Also: All script tasks should raise WorkflowTaskExecExceptions - NOT APIExceptions - this is because our scripts are executed by Spiff (not the other way around) so the errors need to pass fluidly through spiff, and come back to use THEN we can convert them to APIErrors. Otherwise we lose all kinds of good information about the error.
The Jinja2 service was treating all the task data as a possible template, modified it to only include the referenced templates.
(This turned out not to be the problem, but it seems like a good idea to keep it in place)
There is a terrible bug with the wordwrap pipe that will die without any details if you pass it a value of None. We now cature the terrible error, and replace it with a sensible one.
Removed an unused Jinja_extensions file.
1. Avoid ever re-generating the list of scripts that can be used in a script task. Terribly expensive as we call eval constantly, and it never ever changes once the app starts. (see script.py changes, and comments)
2. Cache the DocumentStatus list in the flask session, so we calculate it at most once per API Call. It's at least .25 seconds per call. (see study_sevice)
3. We called UserFileService.get_files_for_study (which runs a db query EVERY time) for every possible document type. Now we run the query once (study service line 321)
4. When returning a workflow, we looped through every single task in that workflow's navigation, and called the expensive spiff_task_to_api_task just to figure out it's proper display name. We run a much faster and more efficient method to calculate the display name naow (see workflow_service on lie 680, and 799)
5. A hellton of @timeit and sincetime() calls, that I want to leave in, to help debug any slowness on production.
Only load the spec data files if you are creating a new workflow, otherwise just deserialize the json.
Removed the stuff about calculaing the version of the spec, as we don't use it.
2. Added two api endpoints that will allow us to get all the logs for a specific workflow or study.
3. Assured that requests for logs are paginated, sortable, and can be limited to a specific code if needed.
4. Assure that we only use logging levels that match the log levels of Python.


Exercise: Your answer should be every line of the records that contains the word "left".

Raw data:

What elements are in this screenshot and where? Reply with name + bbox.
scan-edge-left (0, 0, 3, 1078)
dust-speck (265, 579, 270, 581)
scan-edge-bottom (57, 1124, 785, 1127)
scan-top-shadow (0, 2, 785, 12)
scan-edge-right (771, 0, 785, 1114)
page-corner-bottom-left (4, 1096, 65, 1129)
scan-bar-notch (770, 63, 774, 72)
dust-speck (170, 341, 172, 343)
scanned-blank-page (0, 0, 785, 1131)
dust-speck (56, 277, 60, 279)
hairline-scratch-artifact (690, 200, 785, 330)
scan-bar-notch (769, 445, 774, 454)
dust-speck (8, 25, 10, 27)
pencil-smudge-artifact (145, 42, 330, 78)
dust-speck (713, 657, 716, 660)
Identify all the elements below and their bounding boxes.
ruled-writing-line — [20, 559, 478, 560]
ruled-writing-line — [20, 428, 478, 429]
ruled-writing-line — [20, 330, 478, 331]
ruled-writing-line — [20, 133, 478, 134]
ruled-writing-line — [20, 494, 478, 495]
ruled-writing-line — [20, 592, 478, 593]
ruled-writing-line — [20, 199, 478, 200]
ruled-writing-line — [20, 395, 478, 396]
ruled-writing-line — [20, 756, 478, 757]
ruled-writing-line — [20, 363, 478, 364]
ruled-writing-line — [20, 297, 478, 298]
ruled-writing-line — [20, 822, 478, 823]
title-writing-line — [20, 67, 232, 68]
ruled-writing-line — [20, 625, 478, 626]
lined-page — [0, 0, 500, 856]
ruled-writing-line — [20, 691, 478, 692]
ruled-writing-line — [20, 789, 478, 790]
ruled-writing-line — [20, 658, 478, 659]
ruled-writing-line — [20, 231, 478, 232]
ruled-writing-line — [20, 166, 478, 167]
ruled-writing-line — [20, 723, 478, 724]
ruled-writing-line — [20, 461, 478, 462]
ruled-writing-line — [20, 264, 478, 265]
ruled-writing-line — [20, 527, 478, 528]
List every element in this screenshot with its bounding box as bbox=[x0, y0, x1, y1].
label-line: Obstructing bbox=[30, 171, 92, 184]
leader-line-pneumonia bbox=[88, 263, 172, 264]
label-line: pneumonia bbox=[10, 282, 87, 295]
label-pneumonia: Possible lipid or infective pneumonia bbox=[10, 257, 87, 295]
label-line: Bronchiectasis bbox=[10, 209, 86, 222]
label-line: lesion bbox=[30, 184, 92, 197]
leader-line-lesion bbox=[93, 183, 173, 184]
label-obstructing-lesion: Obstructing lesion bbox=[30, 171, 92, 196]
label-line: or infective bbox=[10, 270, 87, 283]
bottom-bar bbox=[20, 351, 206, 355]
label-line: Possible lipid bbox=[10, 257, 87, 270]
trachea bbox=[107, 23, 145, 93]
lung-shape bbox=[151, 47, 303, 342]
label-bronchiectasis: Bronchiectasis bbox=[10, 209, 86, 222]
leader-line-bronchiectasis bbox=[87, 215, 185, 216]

Exercise solution:
scan-edge-left (0, 0, 3, 1078)
page-corner-bottom-left (4, 1096, 65, 1129)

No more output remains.